Monday, February 21, 2011

Luke's advertising class Research: Schweppes summer rewind bottle design

Bit of a lengthy title for this blog post which is detailing all about the effectiveness and non effective elements of a Schweppes bottle featuring the logo of their summer rewind promotion. Now just based off the previous advertising campaigns Schweppes has always tried to adopt a refined mature sense of imagery with their products. This has often resulted in retro designs ranging from the kind of graphics you would expect to see in the late fifties as the following image can attest towards.


This retro style and aesthetic has been carried out to different degrees ranging from the bottles themselves to the graphics printed on the labels.

Schweppes has also taken on the motif of bubbles and has it ingrained into the physical bottle of all of their plastic bottles while glass bottles feature the bubbles motif as part of their graphic, interestingly enough the graphic is reversed on plastic bottles, where the bubbles have been integrated into the bottle but the graphic on the labels feature glass bottles as prominent pieces of art.

An image of the bubbles motif Schweppes uses in the design of their plastic bottle

When it comes to colours Schweppes find themselves in a position where their free to use a wide range of deep colours though their range, and each colour has been matched appropriately to the flavour.


So while this is all well and good how does the current bottle I have in my hands compare with a mainstream market, weighing in it's pros and cons? Well for starters an a few images to give an idea of the product. (I don't have a camera available at the moment)

This is the bottle that I have in my hands -


And this is the logo that they've added along the top of the label of the bottle with a blue colouring scheme that is featured across the entire range of Schweppes products from lemonade to Pepsi, to solo, to mountain dew, etc.


The particular gimmick of this promotion is that when you collect enough points from drinking Schweppes products, you can send away your codes and points and get a shirt, which is a simple enough gimmick although it does lack a bit of the grand prize feel of a lot of other promotional offers however there isn't an element of chance to this promotion aside from their total stock.

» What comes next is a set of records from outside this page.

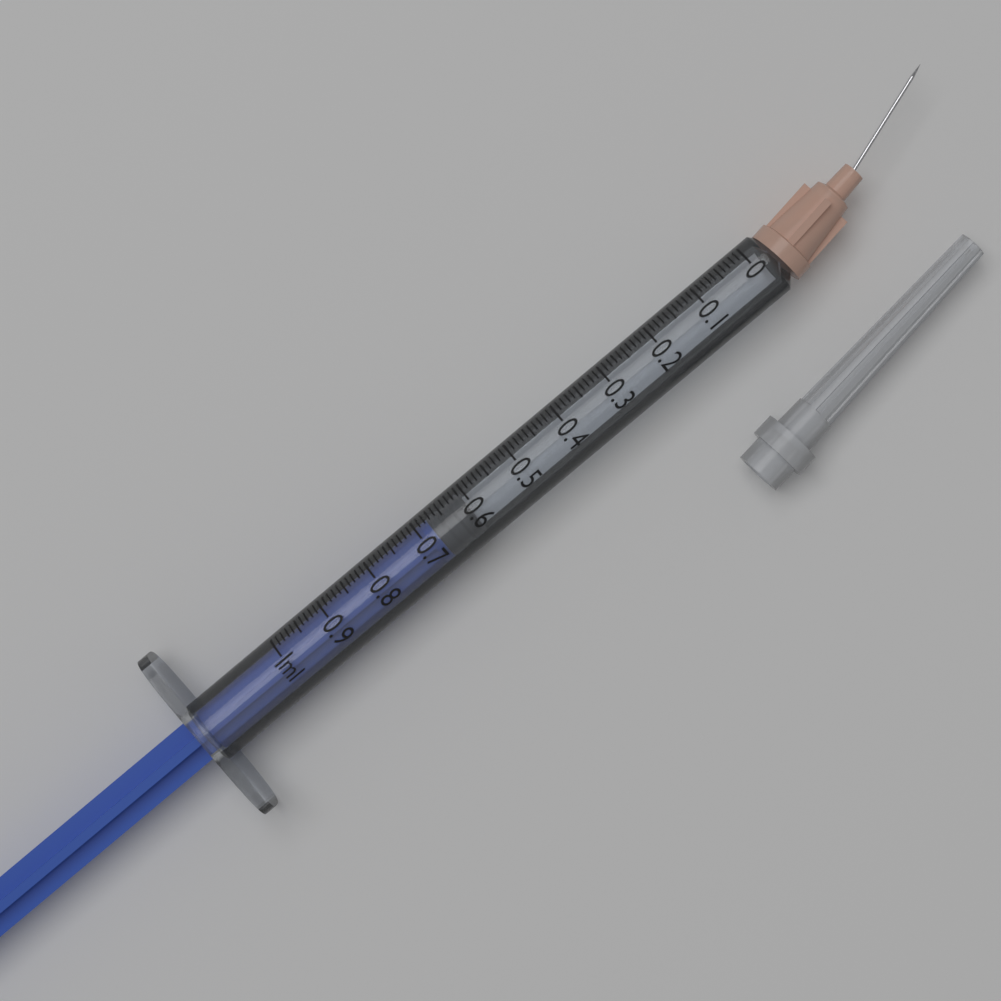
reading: 0.61 ml
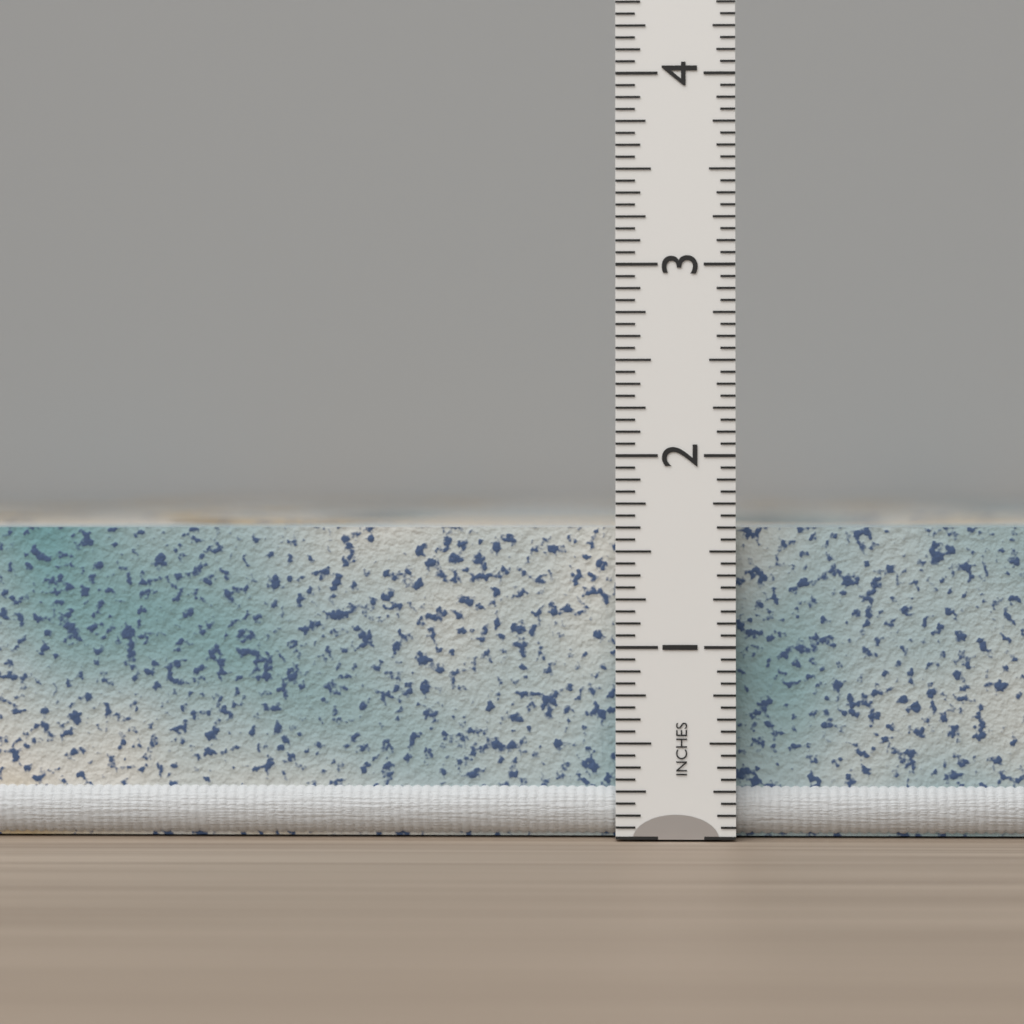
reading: 1.6250 in
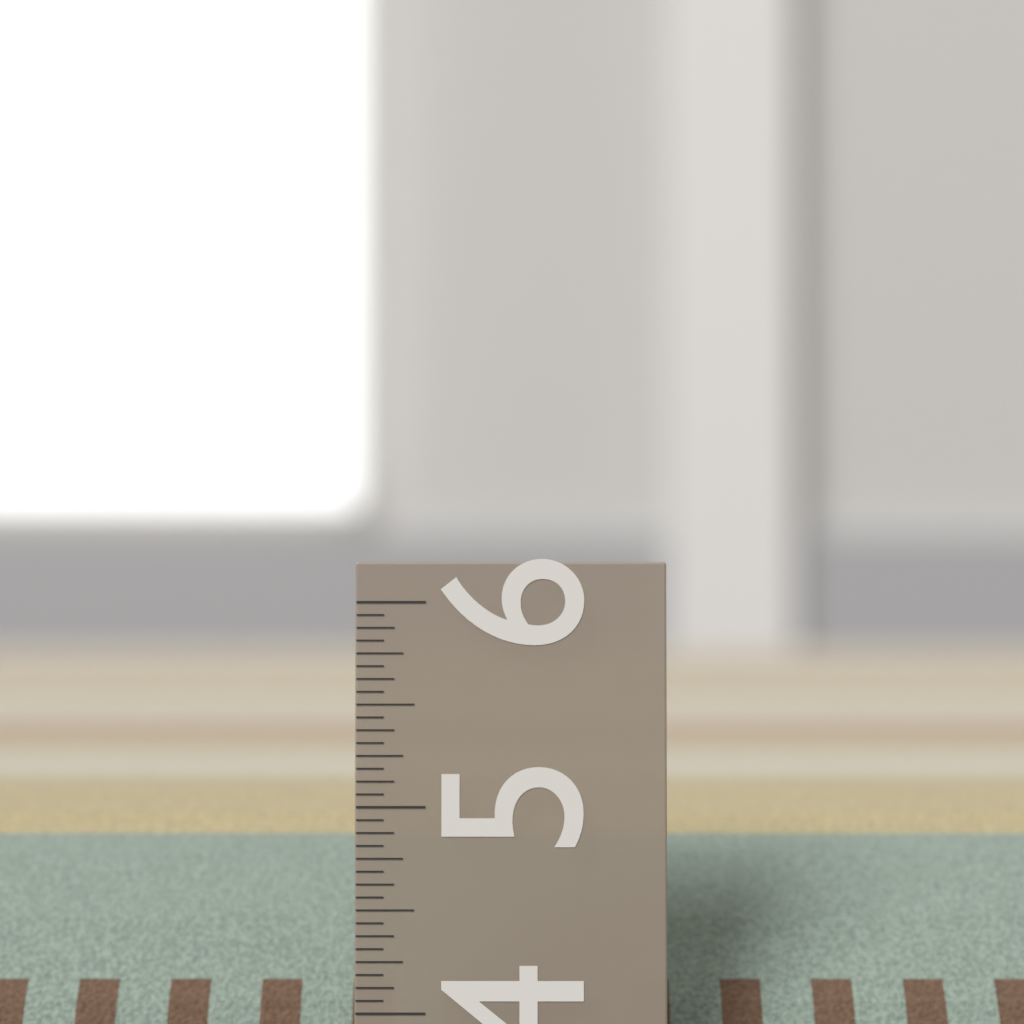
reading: 4.8750 in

Breaking down the design of this bottle and it's corresponding label yields a mixed bag of pros and cons.

Pros:

1. The blue and orange stick out to an extent that the gimmick stands out amongst the other bottles that its next to on the shelf.

2. There is no chance with the gimmick so if you buy the product a certain amount of times you will get the item you desire, if you do indeed desire the item in question.

3. The bottle itself is well designed, recyclable and suitable for mass production and consumption in a way that is favourable to a super markets way of stacking product.

4. The print across the bottle harkens back to the older days of glass bottles and helps to re-iterate the retro feel that Schweppes endorses.

Cons

1. The retro look of the glass printing gets cut off abruptly at the bottom of the bottle.

2. The gimmick doesn't have the same sense of reward as other competitions with a big pay out.

3. It harkens back to two different time periods with the gimmick of the faded shirts being a fashion from the eighties while the bottle aesthetic has roots in the fifties.

4. The scratching aesthetic that they've added to the logo gives it a degraded look that once again seems at odds with the graphics normally associated with the brand.

 Whether or not there are more pros and cons for this design could be debated, as this particular design has gone through several iterations to where it is now, but this current design does have its issues. But can anything ever really have a perfect design? Perhaps we'll find out later, perhaps not, either way it'll be interesting to see what comes of this in future iterations of the ideas Schweppes has carried throughout the years.